High-glycemic-index diets linked to risk of Alzheimer’s Disease
Earlier this year I spoke to a conference of psychiatrists about Culinary Medicine, and shared with you the highlights of my talk in my article, "4 ways to protect your brain with diet." #1 on the list was high blood sugars: higher insulin levels appear to reduce our body's ability to remove the amyloid beta proteins that are a major component of the plaques in the brain that are a typical feature of Alzheimer's Disease.
Yet just because those plaques appear in the brain does not mean that an individual has Alzheimer's. Indeed, they may exhibit no cognitive impairment at all. A study that began in 2013 is investigating the possible effects of exercise on the risk of Alzheimer's, focusing on 128 otherwise healthy and cognitively normal men and women who are at least 65 years of age but had been previously sedentary.
As part of that research the participants responded to a detailed dietary questionnaire and underwent both a battery of cognitive tests and an amyloid-specific PET scan to measure the amount and extent of amyloid deposits in their brain. The research I'm reporting on today utilized this initial data to look at the individual's overall diet and associate it with the amyloid deposits in their brain (Am J Clin Nutr 2017;106:1463-70).
The team, based at the University of Kansas, analyzed each participant's diet in light of each food's glycemic index score, looking not only at daily intakes of carbohydrate and sugar but also overall glycemic load. Those diets that tended to be higher in high-glycemic-load foods, such as refined grains, potatoes, starchy vegetables, added sugars, animal protein, and added fats were termed the HGLDiet pattern, and each participants' diet received a score indicating how closely their diet matched the HGLDiet pattern, with higher scores being closer matches.
Each participant's PET scans were evaluated by three independent reviewers trained to assess the brain's amyloid burden, characterizing the scans as either "elevated" (amyloid burden above average) or "nonelevated" (amyloid burden at or below average). Over 25% of the participants in the study had amyloid scans that were interpreted as elevated: did their diets receive a higher HGLDiet pattern score than those whose amyloid scans were not elevated?
Generally speaking, yes. All four measures the authors were concerned with: daily intake of carbohydrates or sugar, overally glycemic load, and HGLDiet pattern score tended to be associated with greater overall amyloid burden. That said, only sugar intake alone was associated with poorer cognitive scores on some of the individual cognitive tests - as the authors state, "no other dietary measures were related to neuropsychometric test scores."
What this means for you
This should not be taken to mean that you should avoid foods with a higher glycemic index in order to protect yourself from Alzheimer's Disease, although we don't doubt that there will be those news outlets who tout this in their clickbait headlines. This study only shows association between a dietary pattern and greater amyloid burden - not a direct link between that dietary pattern and Alzheimer's. The take-home here should be that a healthier diet of whole grains, less added sugars, animal protein in moderation, and good fats will protect your brain, not to mention the rest of your body.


Give back, unchanged, each line from the one containing "xyxy pixel coordinates" through the last line of the entries below.

(App and web page records)
* * *

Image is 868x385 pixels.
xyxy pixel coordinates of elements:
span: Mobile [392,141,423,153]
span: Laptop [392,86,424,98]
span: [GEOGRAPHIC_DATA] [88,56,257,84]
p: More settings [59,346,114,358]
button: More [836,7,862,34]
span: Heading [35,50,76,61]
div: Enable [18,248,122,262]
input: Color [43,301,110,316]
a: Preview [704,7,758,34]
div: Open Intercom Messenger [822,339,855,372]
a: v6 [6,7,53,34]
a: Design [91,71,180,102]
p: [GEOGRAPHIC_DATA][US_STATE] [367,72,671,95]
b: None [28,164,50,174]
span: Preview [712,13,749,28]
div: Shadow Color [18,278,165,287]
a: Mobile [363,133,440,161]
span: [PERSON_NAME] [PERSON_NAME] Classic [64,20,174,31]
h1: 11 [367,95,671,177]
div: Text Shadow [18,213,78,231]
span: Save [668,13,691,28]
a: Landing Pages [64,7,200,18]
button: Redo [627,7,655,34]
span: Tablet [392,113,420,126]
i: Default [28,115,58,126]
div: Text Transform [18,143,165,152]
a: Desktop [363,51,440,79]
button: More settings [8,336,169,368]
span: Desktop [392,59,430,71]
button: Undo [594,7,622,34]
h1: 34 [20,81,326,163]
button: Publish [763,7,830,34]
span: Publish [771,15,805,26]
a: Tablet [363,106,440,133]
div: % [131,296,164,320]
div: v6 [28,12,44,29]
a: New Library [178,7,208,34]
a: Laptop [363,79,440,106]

* * *

* **Reply**
xyxy pixel coordinates of elements:
span: Mobile [392,141,423,153]
span: Laptop [392,86,424,98]
span: [GEOGRAPHIC_DATA] [88,56,257,84]
p: More settings [59,346,114,358]
button: More [836,7,862,34]
span: Heading [35,50,76,61]
div: Enable [18,248,122,262]
input: Color [43,301,110,316]
a: Preview [704,7,758,34]
div: Open Intercom Messenger [822,339,855,372]
a: v6 [6,7,53,34]
a: Design [91,71,180,102]
p: [GEOGRAPHIC_DATA][US_STATE] [367,72,671,95]
b: None [28,164,50,174]
span: Preview [712,13,749,28]
div: Shadow Color [18,278,165,287]
a: Mobile [363,133,440,161]
span: [PERSON_NAME] [PERSON_NAME] Classic [64,20,174,31]
h1: 11 [367,95,671,177]
div: Text Shadow [18,213,78,231]
span: Save [668,13,691,28]
a: Landing Pages [64,7,200,18]
button: Redo [627,7,655,34]
span: Tablet [392,113,420,126]
i: Default [28,115,58,126]
div: Text Transform [18,143,165,152]
a: Desktop [363,51,440,79]
button: More settings [8,336,169,368]
span: Desktop [392,59,430,71]
button: Undo [594,7,622,34]
h1: 34 [20,81,326,163]
button: Publish [763,7,830,34]
span: Publish [771,15,805,26]
a: Tablet [363,106,440,133]
div: % [131,296,164,320]
div: v6 [28,12,44,29]
a: New Library [178,7,208,34]
a: Laptop [363,79,440,106]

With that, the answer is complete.